The Myth of Judicial Independence
It is a mistake to view the Iranian judiciary as a separate branch of government. In the Islamic Republic, the head of the judiciary is appointed directly by the Supreme Leader. The courts are an extension of the security apparatus, serving as the "legal" wing of the intelligence services.
When the judiciary moves to execute four political prisoners at once, it is not following a legal timeline; it is following a political directive. The Supreme Leader’s office determines the rhythm of the gallows. The judges are merely the executors of his will.
Economic Despair and the Need for a Scapegoat
The Iranian economy is in a state of managed collapse. Inflation is rampant, the rial is a ghost of its former value, and the middle class has been effectively erased. In such an environment, the threat of a popular uprising is constant. History shows that when a government cannot provide bread, it provides spectacles of "justice."
Executions serve as a grim distraction. By labeling dissidents as terrorists or foreign agents, the state attempts to redirect the public’s anger. They want the starving worker to blame the "subversive" in the prison cell rather than the billionaire cleric in the government office. It is a classic diversionary tactic, but its effectiveness is waning. Each new execution creates a new set of martyrs, and in Iran, the culture of martyrdom is a double-edged sword that the regime may eventually fall upon.
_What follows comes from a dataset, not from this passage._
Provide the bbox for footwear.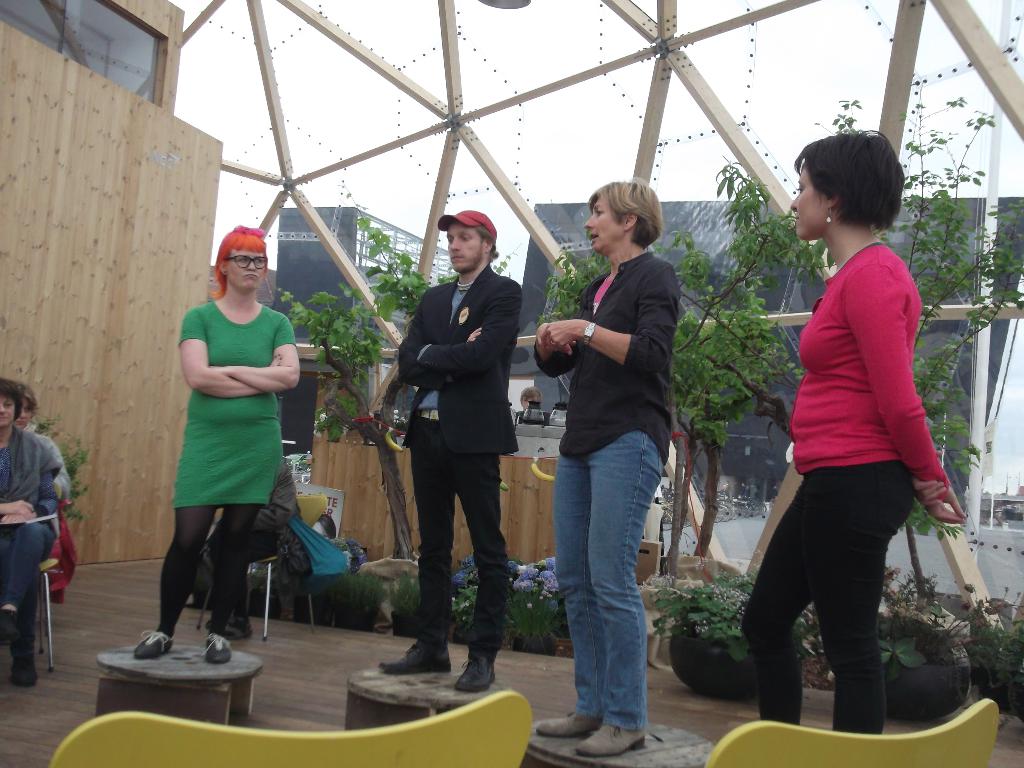
Rect(577, 720, 644, 755).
The Silence of the International Community
Global reaction to these killings has followed a weary, predictable pattern. There are statements of "deep concern" from Brussels and Washington. There are social media campaigns and hashtags. But for the men on death row, these gestures are hollow.
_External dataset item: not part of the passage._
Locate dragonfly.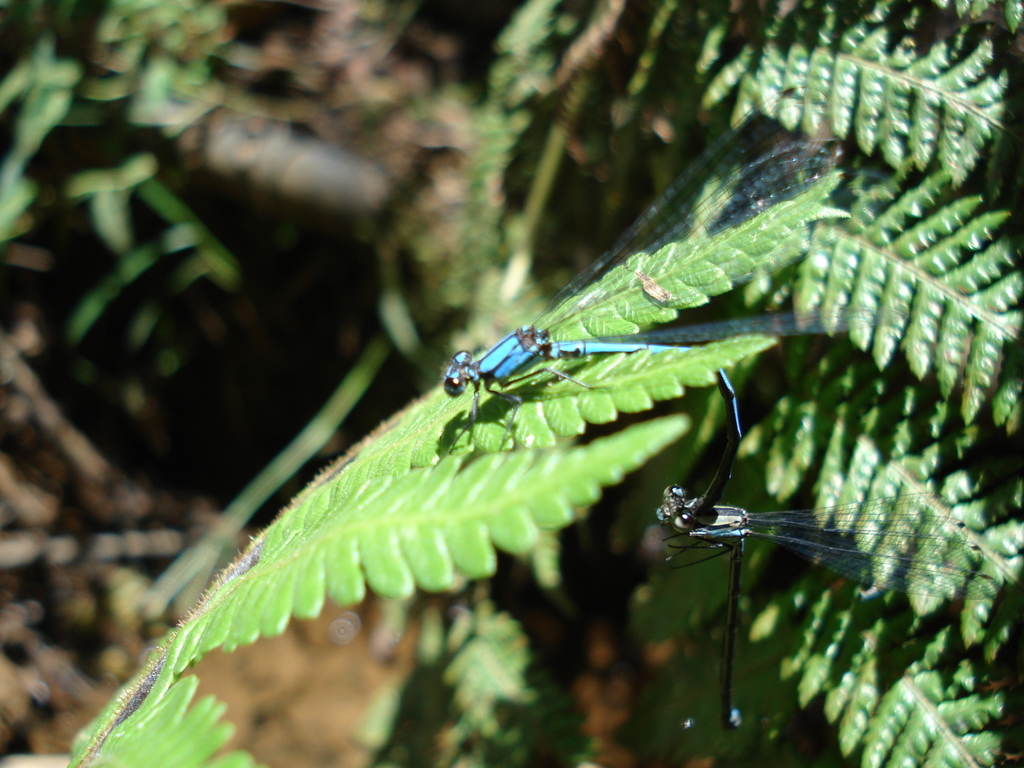
Bounding box: [655,365,1006,739].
The regime has learned that it can weather the storm of international condemnation as long as the oil keeps flowing to its primary buyers and its security ties with authoritarian allies remain intact. Sanctions have been priced in. Diplomacy is seen as a game of delay. Unless there is a fundamental shift in how the world engages with Tehran’s human rights record—moving beyond rhetoric and into tangible diplomatic consequences—the gallows will continue to stay busy.
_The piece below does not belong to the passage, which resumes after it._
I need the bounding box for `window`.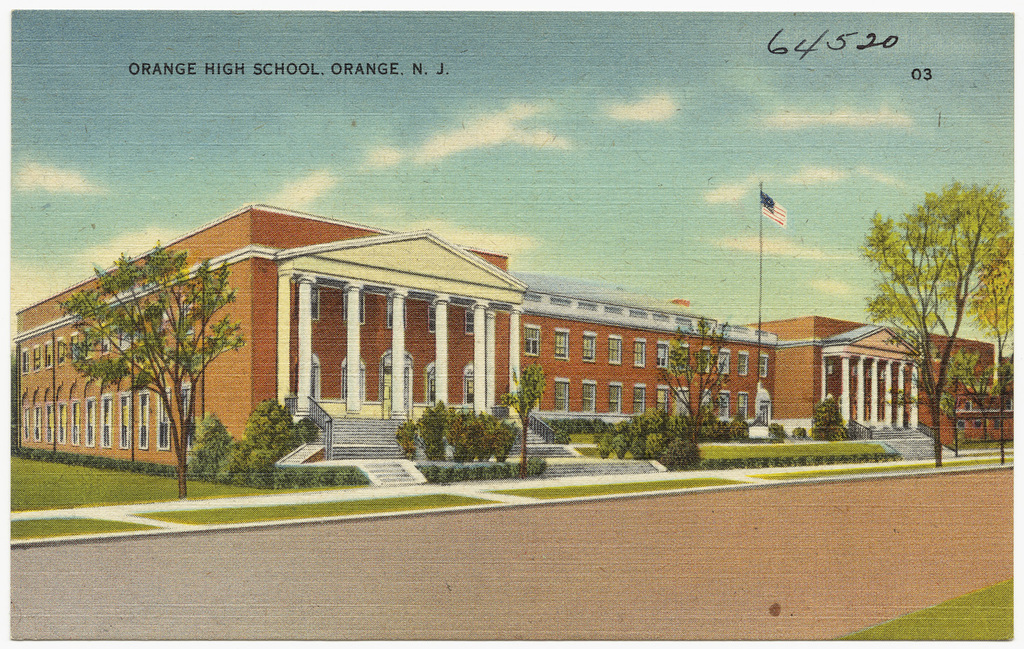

The Role of Diaspora Activism
The Iranian diaspora has become the primary voice for those silenced inside the country. They provide the documentation that the state tries to suppress. They verify the names, the dates, and the locations of the executions. This information is vital because the Iranian government often buries political prisoners in unmarked graves, attempting to erase their existence entirely.
Without the work of these activists, the world would not even know the names of the four men executed this week. Their work turns a secret state killing into a global event, forcing the regime to at least acknowledge the blood on its hands.
A Legacy Written in Blood
The immediate future for Iran’s political prisoners looks bleak. There are dozens more currently on death row, their fates tied to the shifting moods of the security council. The regime believes that by killing a few, it can frighten the many. It is a gamble that has worked for forty years, but it is a strategy with diminishing returns.
You cannot execute an entire generation’s desire for change. You can hang the protesters, you can torture the organizers, and you can silence the journalists, but the underlying grievances—the poverty, the corruption, and the lack of basic dignity—remain. Every time a rope tightens around the neck of a dissident, the knot between the people and the state loosens just a little bit more.
The four lives taken this week were not the first, and they will not be the last. As the new year begins, the people of Iran are left to wonder how many more chairs will be empty by the time the next spring arrives. The state has chosen its path: it will rule by the noose until the noose is all it has left.
Monitor the trial dates of the "Ekbatan" defendants; they are the next likely targets in this judicial purge.